A recurring misconception is to treat “tri-axial pulsator” as a generic label for any system with three prominent pulsation frequencies. In the current literature, the term is much narrower: it denotes close-binary pulsators whose modes are demonstrably organized by tidal geometry about three perpendicular axes and whose orbital-phase-dependent amplitude and phase behavior reveals that geometry (Zhang et al., 2023, Jayaraman et al., 2024). Another possible source of confusion is terminological rather than astrophysical. Outside stellar pulsation, “tri-axial” has been used for three-axis magnetoresistance in 36 nanodevices and for tri-axial time-dependent magnetic-field calibration using adiabatically evolving atomic spins, where it refers to three-dimensional response or control rather than stellar oscillation geometry (Zhang et al., 2018, Bevilacqua et al., 2024). In astrophysics, by contrast, the term specifically denotes a tidally organized pulsation eigenbasis in a close binary.
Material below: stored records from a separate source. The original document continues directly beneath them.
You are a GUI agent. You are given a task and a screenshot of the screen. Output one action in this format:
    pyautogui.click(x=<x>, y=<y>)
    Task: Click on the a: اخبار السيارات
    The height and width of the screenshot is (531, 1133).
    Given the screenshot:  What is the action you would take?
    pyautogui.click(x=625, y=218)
Taken together, the observational discoveries and the perturbative theory establish tri-axial pulsators as a distinct close-binary asteroseismic class. The empirical sequence from TIC 184743498 to TIC 435850195 and EL CMi indicates that three-axis tidal mode organization is reproducible, diagnostically accessible in TESS-quality photometry, and extensible from dipole modes to at least one quadrupole TTS mode (Zhang et al., 2023, Jayaraman et al., 2024, Handler et al., 28 Jul 2025). This suggests a route toward genuinely three-dimensional asteroseismology of tidally distorted stars, provided that the mode physics is modeled in the binary frame rather than imported unchanged from isolated-star pulsation theory.